Gdańsk
Gdańsk (German: Danzig) is a Polish city and major port located on the Baltic Sea, the city has a population of 463,754 (2016). The city formed part of Prussia and Germany until 1919. Article 102 of the Treaty of Versailles established Gdańsk, although having a majority German population, as a "Free City" under the protection of the League of Nations in order to provide the newly-independent Poland with a sea port not controlled by Germany. In the late 1930s the Nazi's preponderance in the city, and of the "Polish Corridor" (Polish land separating Gdańsk and East Prussia from the rest of Germany), and Germany's proposal to annex Gdańsk while providing Poland with a permanent free port and other concessions in exchange for Germany recognizing and guaranteeing existing German-Poland frontiers, was called an aggressive posture by Germany by the then-current Polish ambassador.
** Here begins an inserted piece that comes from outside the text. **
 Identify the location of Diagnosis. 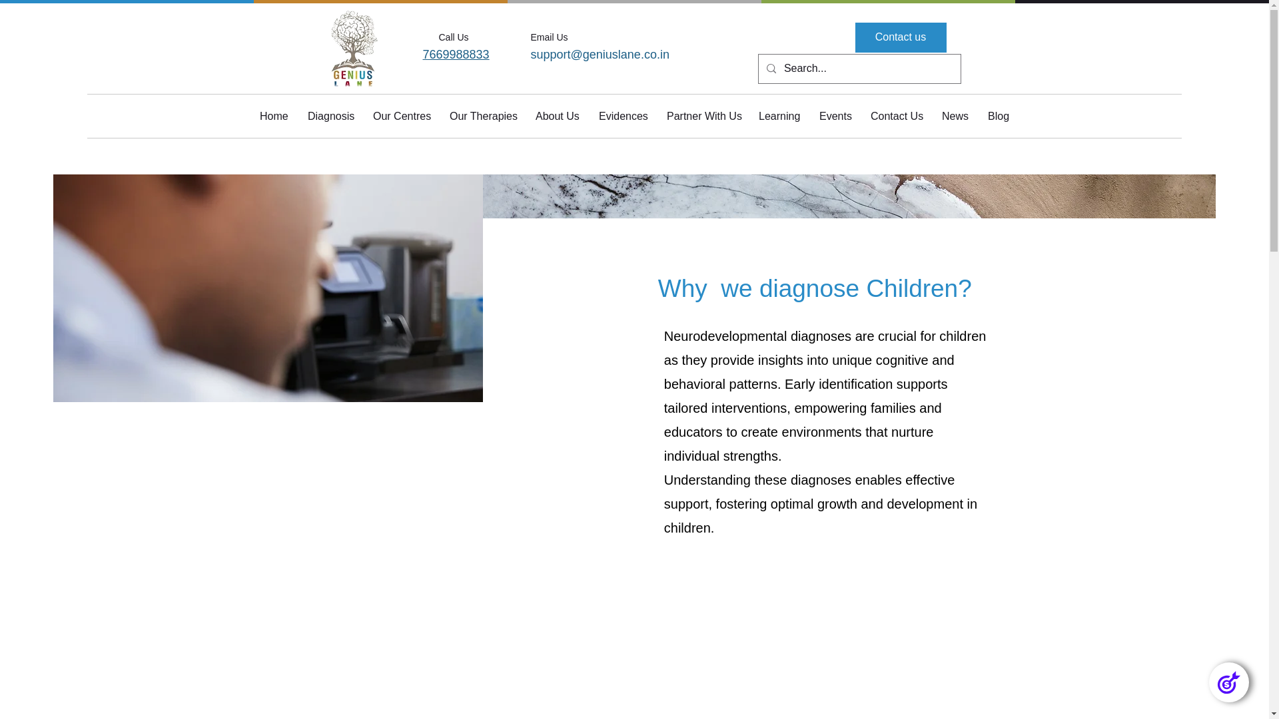
(330, 116).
Soon the Polish government manoeuvred in ways seeming to try to remove League of Nations protection altogether.
The first shots of the Second World War in Europe were fired in Gdańsk, as German warships attacked a Polish garrison in the port. Following the defeat of Poland, Gdańsk was reincorporated into the Reich, but on Germany's defeat in 1945 it was ceded to Poland again.
The Old Town is the site of several significant historic structures, including St. Catherine's Church and the medieval Town Hall. The city port is a major industrial centre for shipyards, metallurgical and chemical plants, timber mills, and food-processing facilities. The Polish maritime commission was first begun there in 1568 to handle questions of defense and trade. The shipyards launched their first warship in 1572. The shipyard was also the location were in 1980 Lech Walesa founded the Solidarity trade union that was within a decade to precipitate the collapse of Communism in Poland, later Central Europe and all the rest of the Eastern Bloc (the Balkans and the Soviet Union).[1]